The stocktank ("farm pond," for furriners) is MUCH smaller than it was a week or so ago. It is obviously down to where the bottom is almost level, so that I doubt it is more than a few inches deep. You can see the silt-flats a fraction of an inch underwater stretching out some feet from the margin.

If we fail to get enough rain to create some runoff, I think it will not last more than another week. And rain remains unlikely. There are 10% and 20% chances of thunderstorms listed in the weekend forecast, but the meteorologist's discussions indicates that he thinks he will be taking them out as the week progresses, if the models continue to run as he expects. West of us it may rain. To the north, in Oklahoma and the plains states, it is quite likely to. Here -- not so much.

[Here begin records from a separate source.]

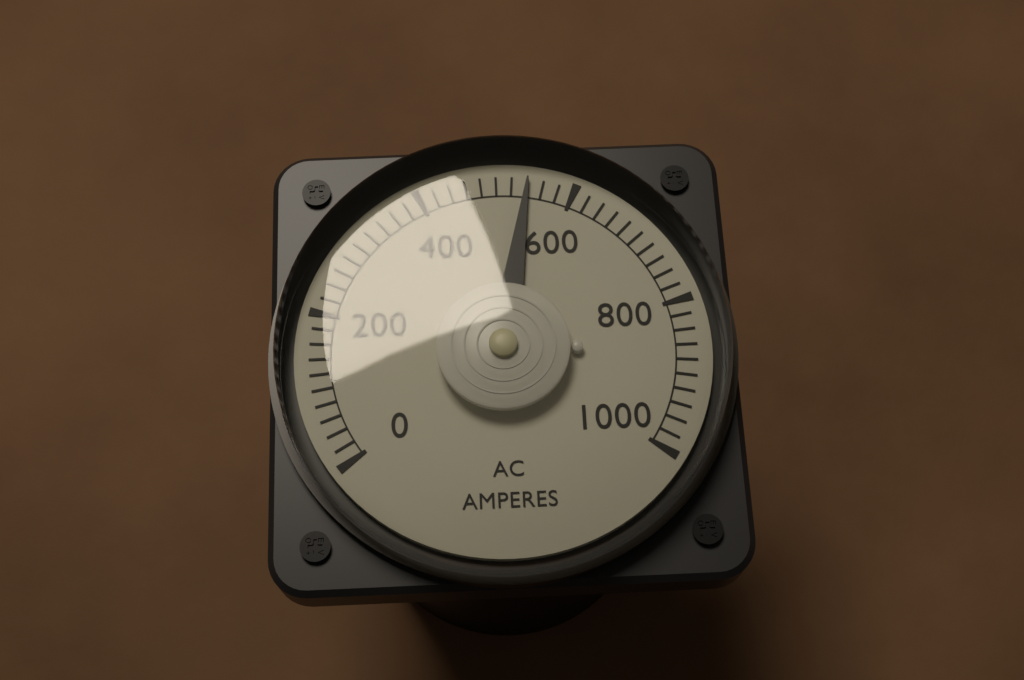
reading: 540 A
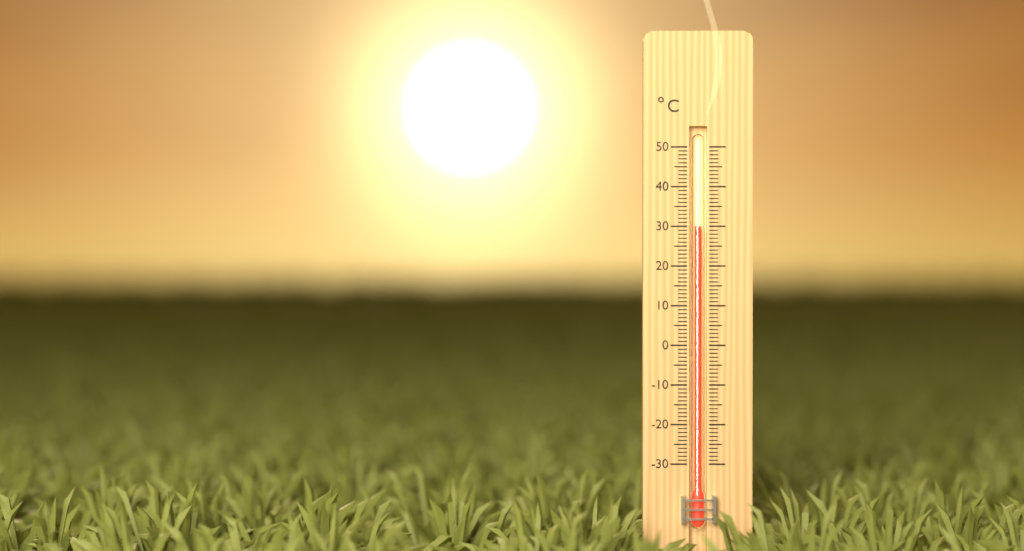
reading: 30 °C
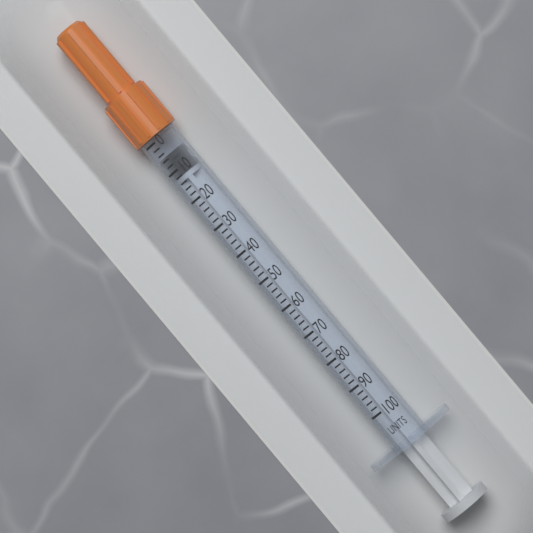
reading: 5 units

I saw the heron circling over me, crying out a deep "cro-o-o-oak," but I was unable to catch a picture of it, only of tracks in the mud.





I attempted to stride across the end of the pond to get a measure, assuming that where the large cracks were was dry mud. Wrong.







The pond is surrounded by a pattern of deep fissures. The clay of this lower level of the bed is obviously extremely sensitive to drying, and begins to shrink, opening huge cracks, while still pretty soft.



Saturday, October 01, 2011

goodbye to a tree


Last April, the oak tree that has framed the view on the back deck at 711 for forty years fell down. Remarkably, it damaged nothing vital. The railing next to it was smashed, and the corner of the deck bench broken. It brought down the remaining bit of the fiberglass awning, and the clothesline was pulled off the wall, without damaging the wall.

Chuck, who worked for an outfit that contracted with powerlines to cut trees, agreed to cut it up and get it off the deck. He and Eddie got the upper branches cut and freed the oak tree to the east that they were resting on. And he made a few little tentative cuts in the trunk, but never did any more. Then he and Kristin moved out without notice. And the tree lay there, all summer in the 100° heat, drying out.


This morning, with just the little 16" chainsaw, all by himself, Eddie cut it into sections and rolled them off the deck. Here he poses in well-deserved triumph.

There's a good deal of winter heat there, before I finally say goodbye to the tree completely. And considerable work still to split the sections into burnable pieces. But that was a really fine morning's work!